Anyone who has seen the movie Fight Club is familiar with the first two rules:
- You do not talk about Fight Club
- You do not talk about Fight Club
The Department of Health and Human Services (HHS) has put a similar gag order on its grantees under contract to work on the highly controversial Unaccompanied Alien Children program. These grantees are the organizations that care for and assist unaccompanied minors before they are united with family, placed into foster care or returned home.
Since The Imprint covers the domestic side of this issue – it is U.S.-based youth-serving organizations that are involved in the Unaccompanied Alien Children (UAC) program – we sought to report on the experience of veteran providers in this space.
Our questions were these:
- How long have you been involved with the UAC program?
- What percentage of your revenue is the contract?
- Has HHS asked you to take on a higher number of youths since this influx began?
- What advice do you have for organizations that might pursue this work?
Why ask those questions? Because HHS does not have enough residential bed space or foster homes to meet demand, and it is desperately seeking to establish relationships with more providers. Our hope was to illuminate the experience of existing providers to help potential new ones consider the pros or cons of getting involved.
Immediately, we started hearing back from providers with a common phrase: We cannot talk to you about this. At all.
Representatives from both Florence Crittenton Services of Orange County and Southwest Key explained to reporter Victor Valle that they were bound by contract not to discuss UAC with the press.
We appealed to HHS for permission to interview the organizations if we limited it to these questions. Our request was ignored by Kenneth Wolfe, spokesman for the Administration for Children and Families, the HHS agency that oversees UAC.
We then sought permission from HHS communications, explaining that our previous request had gone without a response. HHS spokesman Mark Weber called us back, apologizing and promising to make a determination on our request in short order.
That was in July, and we have not heard from Weber since. An e-mail follow-up to him was replied to with an automatic message saying he would be out of the office for most of August. Thanks guy!
One UAC provider, who agreed to speak with us only to provide background, said there was an understanding between veteran providers and HHS – dating back to the Bush Administration – that the UAC program was not to be a featured program touted by organizations.
But new providers have been added in the past two years to handle the recent surge in immigrant minors arriving to seek shelter here. Many of them started to seek funds locally and nationally around their UAC work, according to the leader who spoke with YSI, pushing local government and other funding sources for additional support.
HHS was miffed at this, the leader said, since the funding for UAC should cover any expenses involved with the program. Seeking state or municipal funds for the unaccompanied minors takes a program that is philosophically controversial for some, and adds another layer of controversy about cost to local taxpayers.
Now, the UAC provider agreements come with a contractual stipulation that the organizations do not discuss the program.
YSI can see the reasoning behind a ban on fundraising, making UAC funds an unmatchable pot of money. But treating shelter care like it’s some sort of covert operation is a stretch.
Our goal was to share the experience of UAC veterans with the potential new providers that HHS clearly needs. What is the harm in that? The agency apparently does not feel the need to explain it to us.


:: AIM OF THE TASK ::
Copy exactly the lines of the records below, and only those lines, beginning with the line that contains "At what (x,y)" and ending with the line that contains "The image size is (1181, 590).".

:: GIVEN RECORDS ::
# # # # #

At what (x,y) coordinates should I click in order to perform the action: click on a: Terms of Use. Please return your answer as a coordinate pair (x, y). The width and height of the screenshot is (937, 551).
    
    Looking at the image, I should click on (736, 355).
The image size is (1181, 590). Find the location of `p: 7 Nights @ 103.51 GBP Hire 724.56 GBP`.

# # # # #

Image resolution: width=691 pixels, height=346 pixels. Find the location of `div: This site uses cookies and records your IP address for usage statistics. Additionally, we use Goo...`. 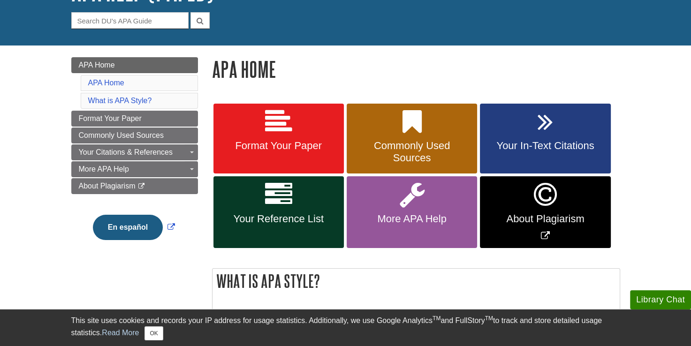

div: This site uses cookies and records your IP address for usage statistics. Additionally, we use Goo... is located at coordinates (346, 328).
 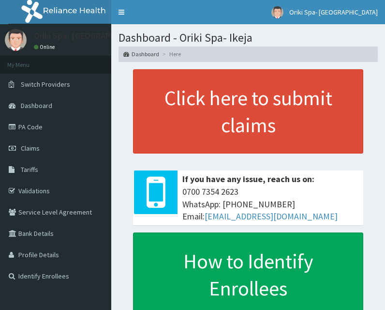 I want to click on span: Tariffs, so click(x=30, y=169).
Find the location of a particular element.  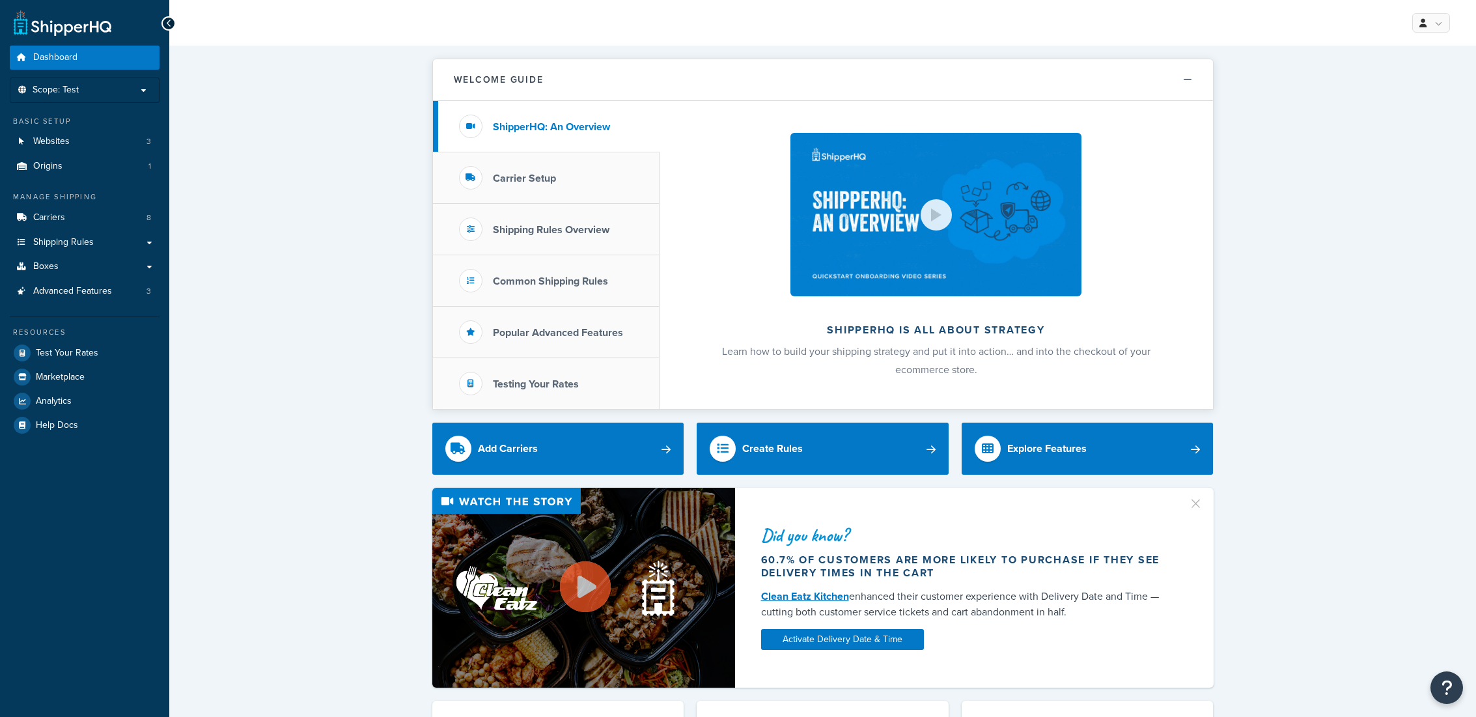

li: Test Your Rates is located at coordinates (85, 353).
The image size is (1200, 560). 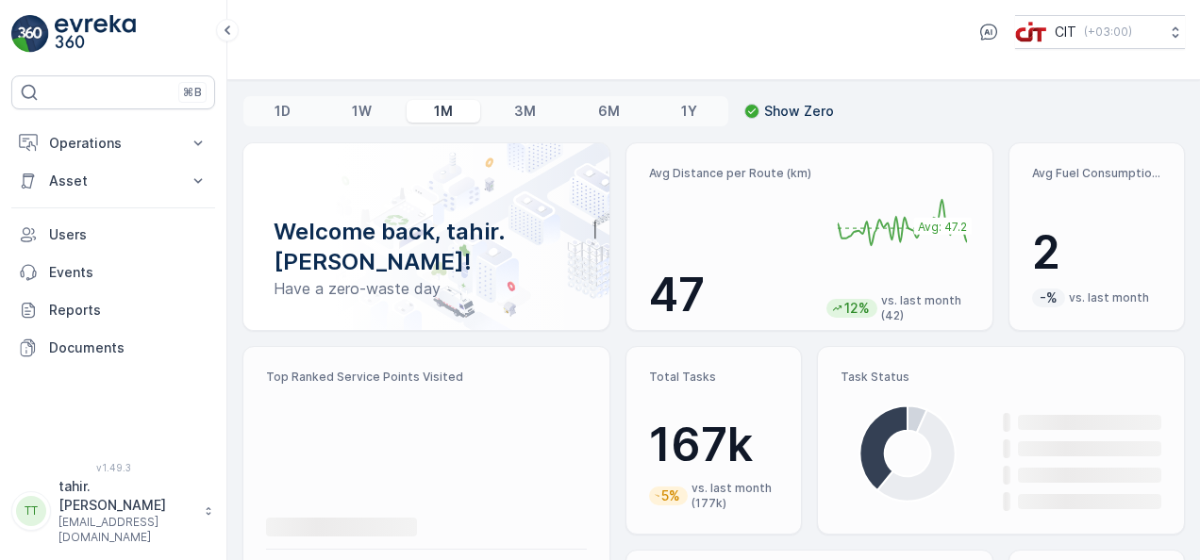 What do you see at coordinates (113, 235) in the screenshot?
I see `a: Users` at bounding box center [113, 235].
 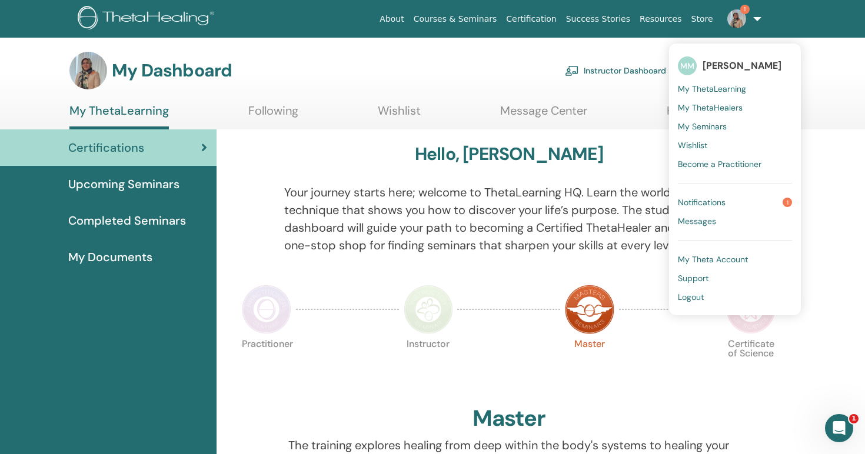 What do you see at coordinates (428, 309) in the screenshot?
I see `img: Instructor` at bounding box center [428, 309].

# # # # #

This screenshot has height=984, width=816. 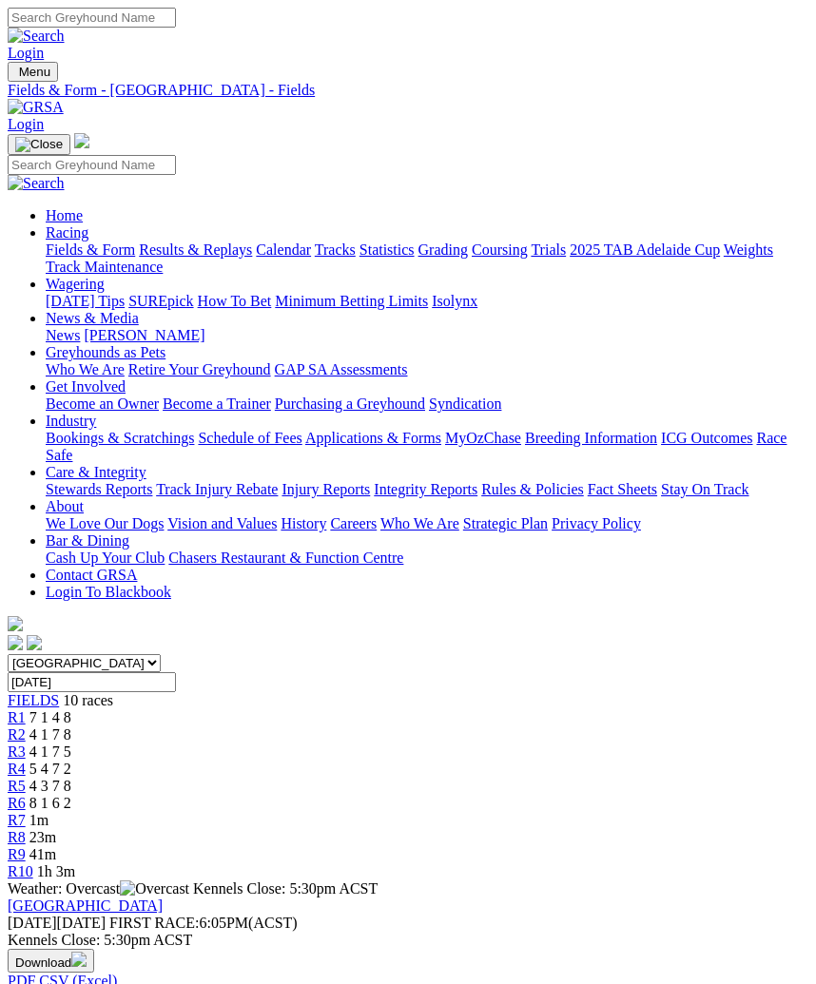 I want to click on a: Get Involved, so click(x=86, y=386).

# # # # #

:: EXPECTED ANSWER ::
At what (x,y) coordinates should I click in order to perform the action: click on a: Terms of Use. Please return your answer as a coordinate pair (x, y). The width and height of the screenshot is (937, 551).
    
    Looking at the image, I should click on (736, 355).
The image size is (1181, 590). Find the location of `p: 7 Nights @ 103.51 GBP Hire 724.56 GBP`.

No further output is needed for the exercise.